Charles Dickens: The Mystery of Edwin Drood

CHAPTER 13. BOTH AT THEIR BEST (continued)

'Most unintentionally, but I am as sorry as if I had meant to do it. Could you possibly suppose for a moment, from any loose way of speaking of mine, that I was literally afraid of the dear fond fellow? What I mean is, that he is subject to a kind of paroxysm, or fit--I saw him in it once--and I don't know but that so great a surprise, coming upon him direct from me whom he is so wrapped up in, might bring it on perhaps. Which--and this is the secret I was going to tell you--is another reason for your guardian's making the communication. He is so steady, precise, and exact, that he will talk Jack's thoughts into shape, in no time: whereas with me Jack is always impulsive and hurried, and, I may say, almost womanish.'

Rosa seemed convinced. Perhaps from her own very different point of view of 'Jack,' she felt comforted and protected by the interposition of Mr. Grewgious between herself and him.

And now, Edwin Drood's right hand closed again upon the ring in its little case, and again was checked by the consideration: 'It is certain, now, that I am to give it back to him; then why should I tell her of it?' That pretty sympathetic nature which could be so sorry for him in the blight of their childish hopes of happiness together, and could so quietly find itself alone in a new world to weave fresh wreaths of such flowers as it might prove to bear, the old world's flowers being withered, would be grieved by those sorrowful jewels; and to what purpose? Why should it be? They were but a sign of broken joys and baseless projects; in their very beauty they were (as the unlikeliest of men had said) almost a cruel satire on the loves, hopes, plans, of humanity, which are able to forecast nothing, and are so much brittle dust. Let them be. He would restore them to her guardian when he came down; he in his turn would restore them to the cabinet from which he had unwillingly taken them; and there, like old letters or old vows, or other records of old aspirations come to nothing, they would be disregarded, until, being valuable, they were sold into circulation again, to repeat their former round.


Please repeat the whole listing exactly, but leave out any picture it holds.

Top of Data section

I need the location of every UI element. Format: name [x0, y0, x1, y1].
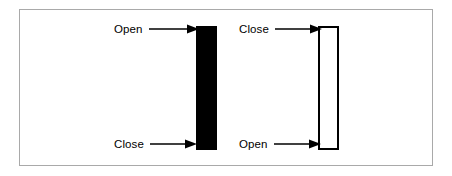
arrow-right-icon [149, 23, 199, 35]
arrow-right-icon [274, 138, 321, 150]
diagram-frame [19, 9, 433, 166]
annotation-label: Close [114, 136, 144, 152]
annotation-hollow-close: Close [239, 21, 322, 37]
hollow-candle-body [318, 26, 339, 150]
diagram-canvas: Open Close Close Open [0, 0, 452, 176]
annotation-label: Open [239, 136, 268, 152]
annotation-label: Open [114, 21, 143, 37]
annotation-filled-close: Close [114, 136, 197, 152]
arrow-right-icon [275, 23, 322, 35]
filled-candle-body [196, 26, 217, 150]
arrow-right-icon [150, 138, 197, 150]
annotation-label: Close [239, 21, 269, 37]
annotation-filled-open: Open [114, 21, 199, 37]
annotation-hollow-open: Open [239, 136, 321, 152]
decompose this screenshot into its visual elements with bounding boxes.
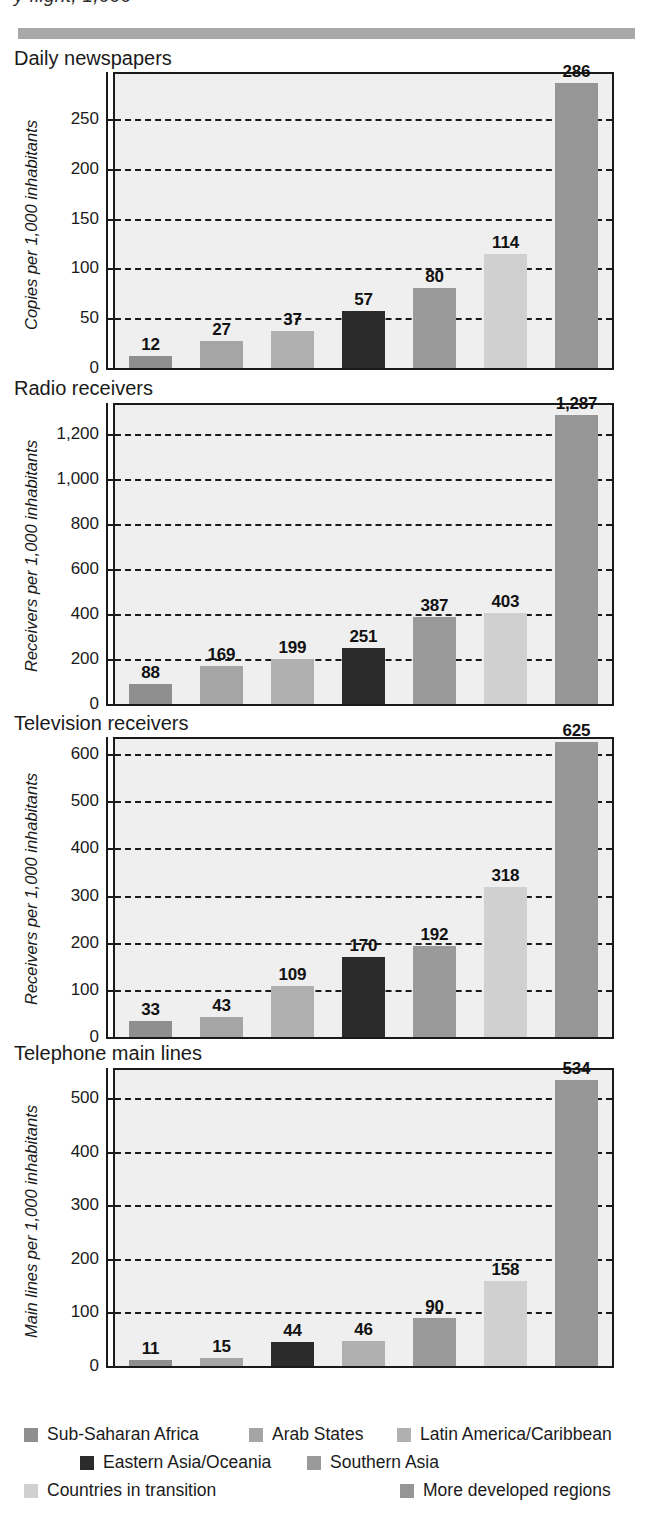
- chart-legend: Sub-Saharan AfricaArab StatesLatin Ameri…: [0, 1424, 647, 1508]
- legend-row: Countries in transitionMore developed re…: [0, 1480, 647, 1508]
- bar: 57: [342, 311, 385, 368]
- bar: 1,287: [555, 415, 598, 704]
- axis-tick-mark: [108, 524, 115, 526]
- bar: 44: [271, 1342, 314, 1366]
- bar: 192: [413, 946, 456, 1037]
- bar: 625: [555, 742, 598, 1037]
- y-axis-tick-label: 0: [0, 694, 99, 714]
- bar-value-label: 199: [279, 638, 307, 658]
- chart-title: Daily newspapers: [14, 48, 172, 68]
- legend-item[interactable]: Latin America/Caribbean: [397, 1424, 612, 1445]
- y-axis-tick-label: 50: [0, 308, 99, 328]
- y-axis-tick-label: 400: [0, 838, 99, 858]
- y-axis-tick-label: 1,000: [0, 469, 99, 489]
- axis-tick-mark: [108, 614, 115, 616]
- gridline: [115, 848, 612, 850]
- gridline: [115, 268, 612, 270]
- bar: 169: [200, 666, 243, 704]
- legend-label: Southern Asia: [330, 1452, 439, 1473]
- cut-off-header-text: y flight, 1,000: [0, 0, 647, 18]
- y-axis-tick-label: 400: [0, 604, 99, 624]
- bar: 80: [413, 288, 456, 368]
- bar: 318: [484, 887, 527, 1037]
- gridline: [115, 1312, 612, 1314]
- chart-title: Radio receivers: [14, 378, 153, 398]
- bar: 43: [200, 1017, 243, 1037]
- legend-label: Countries in transition: [47, 1480, 216, 1501]
- bar: 251: [342, 648, 385, 704]
- legend-item[interactable]: More developed regions: [400, 1480, 611, 1501]
- gridline: [115, 1098, 612, 1100]
- legend-label: Latin America/Caribbean: [420, 1424, 612, 1445]
- legend-label: Eastern Asia/Oceania: [103, 1452, 271, 1473]
- gridline: [115, 219, 612, 221]
- axis-tick-mark: [108, 1366, 115, 1368]
- axis-tick-mark: [108, 1037, 115, 1039]
- gridline: [115, 614, 612, 616]
- bar: 15: [200, 1358, 243, 1366]
- axis-tick-mark: [108, 434, 115, 436]
- axis-tick-mark: [108, 848, 115, 850]
- axis-tick-mark: [108, 479, 115, 481]
- legend-row: Eastern Asia/OceaniaSouthern Asia: [0, 1452, 647, 1480]
- y-axis-tick-label: 200: [0, 159, 99, 179]
- bar-value-label: 46: [354, 1320, 373, 1340]
- bar: 114: [484, 254, 527, 368]
- bar-value-label: 44: [283, 1321, 302, 1341]
- gridline: [115, 1205, 612, 1207]
- plot-area: 1115444690158534: [113, 1068, 614, 1368]
- axis-tick-mark: [108, 569, 115, 571]
- y-axis-tick-label: 600: [0, 559, 99, 579]
- axis-tick-mark: [108, 659, 115, 661]
- axis-tick-mark: [108, 896, 115, 898]
- y-axis-tick-label: 500: [0, 1088, 99, 1108]
- bar-value-label: 57: [354, 290, 373, 310]
- gridline: [115, 524, 612, 526]
- chart-title: Television receivers: [14, 713, 189, 733]
- y-axis-tick-label: 250: [0, 109, 99, 129]
- bar-value-label: 88: [141, 663, 160, 683]
- legend-item[interactable]: Arab States: [249, 1424, 363, 1445]
- legend-item[interactable]: Sub-Saharan Africa: [24, 1424, 199, 1445]
- bar: 90: [413, 1318, 456, 1366]
- plot-area: 3343109170192318625: [113, 737, 614, 1039]
- legend-item[interactable]: Eastern Asia/Oceania: [80, 1452, 271, 1473]
- legend-swatch-icon: [307, 1456, 321, 1470]
- bar: 534: [555, 1080, 598, 1366]
- bar-value-label: 170: [350, 936, 378, 956]
- bar-value-label: 80: [425, 267, 444, 287]
- axis-tick-mark: [108, 943, 115, 945]
- axis-tick-mark: [108, 990, 115, 992]
- y-axis-tick-label: 200: [0, 649, 99, 669]
- bar: 12: [129, 356, 172, 368]
- bar: 170: [342, 957, 385, 1037]
- bar-value-label: 318: [492, 866, 520, 886]
- bar: 11: [129, 1360, 172, 1366]
- bar-value-label: 1,287: [556, 394, 598, 414]
- bar: 46: [342, 1341, 385, 1366]
- gridline: [115, 434, 612, 436]
- legend-item[interactable]: Countries in transition: [24, 1480, 216, 1501]
- plot-area: 881691992513874031,287: [113, 403, 614, 706]
- bar: 286: [555, 83, 598, 368]
- axis-tick-mark: [108, 754, 115, 756]
- axis-tick-mark: [108, 268, 115, 270]
- bar-value-label: 109: [279, 965, 307, 985]
- gridline: [115, 896, 612, 898]
- axis-tick-mark: [108, 368, 115, 370]
- legend-item[interactable]: Southern Asia: [307, 1452, 439, 1473]
- y-axis-line: [106, 72, 108, 370]
- y-axis-tick-label: 0: [0, 1356, 99, 1376]
- bar-value-label: 27: [212, 320, 231, 340]
- legend-swatch-icon: [397, 1428, 411, 1442]
- legend-label: Arab States: [272, 1424, 363, 1445]
- bar: 37: [271, 331, 314, 368]
- gridline: [115, 1259, 612, 1261]
- axis-tick-mark: [108, 704, 115, 706]
- bar-value-label: 33: [141, 1000, 160, 1020]
- bar-value-label: 12: [141, 335, 160, 355]
- y-axis-tick-label: 800: [0, 514, 99, 534]
- legend-swatch-icon: [400, 1484, 414, 1498]
- y-axis-tick-label: 150: [0, 209, 99, 229]
- legend-label: Sub-Saharan Africa: [47, 1424, 199, 1445]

Bottom of Data section

__Result__
I need the location of every UI element. Format: name [x0, y0, x1, y1].
arrow-right-icon [149, 23, 199, 35]
arrow-right-icon [274, 138, 321, 150]
diagram-frame [19, 9, 433, 166]
annotation-label: Close [114, 136, 144, 152]
annotation-hollow-close: Close [239, 21, 322, 37]
hollow-candle-body [318, 26, 339, 150]
diagram-canvas: Open Close Close Open [0, 0, 452, 176]
annotation-label: Open [239, 136, 268, 152]
annotation-label: Open [114, 21, 143, 37]
annotation-filled-close: Close [114, 136, 197, 152]
arrow-right-icon [275, 23, 322, 35]
filled-candle-body [196, 26, 217, 150]
arrow-right-icon [150, 138, 197, 150]
annotation-label: Close [239, 21, 269, 37]
annotation-filled-open: Open [114, 21, 199, 37]
annotation-hollow-open: Open [239, 136, 321, 152]
decompose this screenshot into its visual elements with bounding boxes.
- chart-legend: Sub-Saharan AfricaArab StatesLatin Ameri…: [0, 1424, 647, 1508]
- legend-row: Countries in transitionMore developed re…: [0, 1480, 647, 1508]
- bar: 57: [342, 311, 385, 368]
- bar: 1,287: [555, 415, 598, 704]
- axis-tick-mark: [108, 524, 115, 526]
- bar: 44: [271, 1342, 314, 1366]
- bar: 192: [413, 946, 456, 1037]
- bar: 625: [555, 742, 598, 1037]
- y-axis-tick-label: 0: [0, 694, 99, 714]
- bar-value-label: 199: [279, 638, 307, 658]
- chart-title: Daily newspapers: [14, 48, 172, 68]
- legend-item[interactable]: Latin America/Caribbean: [397, 1424, 612, 1445]
- y-axis-tick-label: 50: [0, 308, 99, 328]
- y-axis-tick-label: 400: [0, 838, 99, 858]
- y-axis-tick-label: 1,000: [0, 469, 99, 489]
- axis-tick-mark: [108, 614, 115, 616]
- gridline: [115, 848, 612, 850]
- gridline: [115, 268, 612, 270]
- bar: 169: [200, 666, 243, 704]
- legend-label: Southern Asia: [330, 1452, 439, 1473]
- cut-off-header-text: y flight, 1,000: [0, 0, 647, 18]
- y-axis-tick-label: 400: [0, 604, 99, 624]
- bar: 80: [413, 288, 456, 368]
- bar: 318: [484, 887, 527, 1037]
- gridline: [115, 1312, 612, 1314]
- chart-title: Radio receivers: [14, 378, 153, 398]
- bar: 43: [200, 1017, 243, 1037]
- legend-label: Countries in transition: [47, 1480, 216, 1501]
- bar: 251: [342, 648, 385, 704]
- legend-item[interactable]: More developed regions: [400, 1480, 611, 1501]
- gridline: [115, 1098, 612, 1100]
- legend-label: Latin America/Caribbean: [420, 1424, 612, 1445]
- legend-label: Eastern Asia/Oceania: [103, 1452, 271, 1473]
- gridline: [115, 219, 612, 221]
- axis-tick-mark: [108, 1366, 115, 1368]
- axis-tick-mark: [108, 1037, 115, 1039]
- gridline: [115, 614, 612, 616]
- bar: 15: [200, 1358, 243, 1366]
- axis-tick-mark: [108, 434, 115, 436]
- axis-tick-mark: [108, 848, 115, 850]
- axis-tick-mark: [108, 479, 115, 481]
- legend-row: Eastern Asia/OceaniaSouthern Asia: [0, 1452, 647, 1480]
- y-axis-tick-label: 200: [0, 159, 99, 179]
- bar-value-label: 46: [354, 1320, 373, 1340]
- bar: 114: [484, 254, 527, 368]
- bar-value-label: 44: [283, 1321, 302, 1341]
- gridline: [115, 1205, 612, 1207]
- plot-area: 1115444690158534: [113, 1068, 614, 1368]
- axis-tick-mark: [108, 569, 115, 571]
- y-axis-tick-label: 600: [0, 559, 99, 579]
- axis-tick-mark: [108, 659, 115, 661]
- axis-tick-mark: [108, 896, 115, 898]
- y-axis-tick-label: 500: [0, 1088, 99, 1108]
- bar-value-label: 57: [354, 290, 373, 310]
- gridline: [115, 524, 612, 526]
- chart-title: Television receivers: [14, 713, 189, 733]
- y-axis-tick-label: 250: [0, 109, 99, 129]
- bar-value-label: 88: [141, 663, 160, 683]
- legend-item[interactable]: Arab States: [249, 1424, 363, 1445]
- legend-item[interactable]: Sub-Saharan Africa: [24, 1424, 199, 1445]
- bar: 90: [413, 1318, 456, 1366]
- plot-area: 3343109170192318625: [113, 737, 614, 1039]
- legend-item[interactable]: Eastern Asia/Oceania: [80, 1452, 271, 1473]
- legend-swatch-icon: [307, 1456, 321, 1470]
- bar: 534: [555, 1080, 598, 1366]
- bar-value-label: 170: [350, 936, 378, 956]
- bar-value-label: 80: [425, 267, 444, 287]
- axis-tick-mark: [108, 943, 115, 945]
- axis-tick-mark: [108, 990, 115, 992]
- y-axis-tick-label: 200: [0, 649, 99, 669]
- bar: 12: [129, 356, 172, 368]
- bar: 170: [342, 957, 385, 1037]
- bar-value-label: 318: [492, 866, 520, 886]
- bar: 11: [129, 1360, 172, 1366]
- bar-value-label: 1,287: [556, 394, 598, 414]
- bar: 46: [342, 1341, 385, 1366]
- gridline: [115, 434, 612, 436]
- legend-item[interactable]: Countries in transition: [24, 1480, 216, 1501]
- plot-area: 881691992513874031,287: [113, 403, 614, 706]
- bar: 286: [555, 83, 598, 368]
- axis-tick-mark: [108, 754, 115, 756]
- axis-tick-mark: [108, 268, 115, 270]
- bar-value-label: 109: [279, 965, 307, 985]
- gridline: [115, 896, 612, 898]
- axis-tick-mark: [108, 368, 115, 370]
- legend-item[interactable]: Southern Asia: [307, 1452, 439, 1473]
- y-axis-line: [106, 72, 108, 370]
- y-axis-tick-label: 0: [0, 1356, 99, 1376]
- bar-value-label: 27: [212, 320, 231, 340]
- legend-swatch-icon: [397, 1428, 411, 1442]
- legend-label: Arab States: [272, 1424, 363, 1445]
- bar: 37: [271, 331, 314, 368]
- gridline: [115, 1259, 612, 1261]
- axis-tick-mark: [108, 704, 115, 706]
- bar-value-label: 33: [141, 1000, 160, 1020]
- bar-value-label: 12: [141, 335, 160, 355]
- y-axis-tick-label: 800: [0, 514, 99, 534]
- legend-swatch-icon: [400, 1484, 414, 1498]
- y-axis-tick-label: 150: [0, 209, 99, 229]
- legend-label: Sub-Saharan Africa: [47, 1424, 199, 1445]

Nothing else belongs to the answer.